Tuesday, September 15, 2009

Tips For Trading Ascending Wedges Long With CFDs

By Jeff Cartridge

The ascending wedge can be traded very successfully on the long side entering the trade as the stock breaks out to the upside. This is not how you would normally trade this pattern though as the text books will tell you to trade it when it breaks down. The pattern forms when the two boundary lines that contain the price movement converge to a point. The top line slopes up, and the bottom line slopes up even steeper to meet the top line.

Ascending Wedges, Surprise On The Upside

The breakout of the ascending wedge would be expected to be down and conventional wisdom would have you trading this pattern short. In reality 68% of the patterns break to the upside, so a break down is relatively rare. The upside breakout of ascending wedges can deliver positive returns with 48% of the patterns being profitable. The average return for the long trades is 0.94% in 9 days. This is a respectable performance on the long side.

Refine Your Entries

When you look at the performance of an ascending wedge in bearish market conditions you will see the results were not as strong as they were in more bullish years. Trading ascending wedges when the market is in an up trend or consolidating improves your trading results. The sector and the stock are ideally in a down trend or a consolidation. So in effect you are entering a retracement in the stock and sector during a bullish market phase.

Avoid trading ascending wedge patterns that breakout late, in the last 20% of the pattern. Likewise avoid very shallow patterns where the height of the pattern is less than 6% of the stock price. Patterns that take longer than 44 days to form also perform poorly.

Illiquid stock can sometimes be identified by two identical closes and if this is the case you are better to avoid these trades. Prior to the breakout a low less than the previous day is beneficial. If volume supports an ascending wedge breakout then the profitability of the trades improves. For volume to support the breakout, volume when the stock is going up should be greater than volume when the stock is going down.

Trading Ascending Wedges Can Be Profitable

By following some very specific rules, and these rules do matter, profitability of trading ascending wedges can be improved substantially. With an average return per trade almost doubling to 1.89% in 8 days and a hit rate of 52% ascending wedges can be traded very successfully when the conditions are right.

Note: Statistics for this article have been provided by Patterns Trader after analyzing over 60,000 chart patterns on the Australian market from 2000 - 2008.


> **WHAT YOU ARE ASKED TO DO**
Every line below that includes the word "JSON" needs to be copied.

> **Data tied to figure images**
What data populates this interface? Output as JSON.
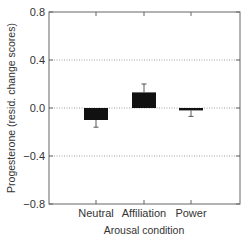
{
  "chart_data": {
    "type": "bar",
    "title": "",
    "xlabel": "Arousal condition",
    "ylabel": "Progesterone (resid. change scores)",
    "categories": [
      "Neutral",
      "Affiliation",
      "Power"
    ],
    "values": [
      -0.1,
      0.13,
      -0.02
    ],
    "error": [
      0.06,
      0.07,
      0.05
    ],
    "ylim": [
      -0.8,
      0.8
    ],
    "yticks": [
      0.8,
      0.4,
      0.0,
      -0.4,
      -0.8
    ],
    "ytick_labels": [
      "0.8",
      "0.4",
      "0.0",
      "−0.4",
      "−0.8"
    ],
    "grid": "horizontal dotted at 0.4, 0.0, -0.4",
    "legend": "none",
    "bar_color": "#111111"
  }
}
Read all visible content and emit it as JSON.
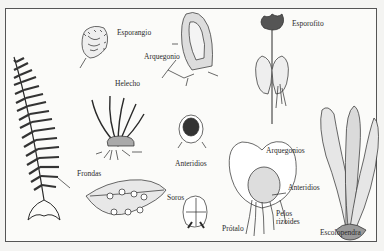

> **EXERCISE RESULT**
What data populates this interface? Output as JSON.
Read all visible content and emit it as JSON.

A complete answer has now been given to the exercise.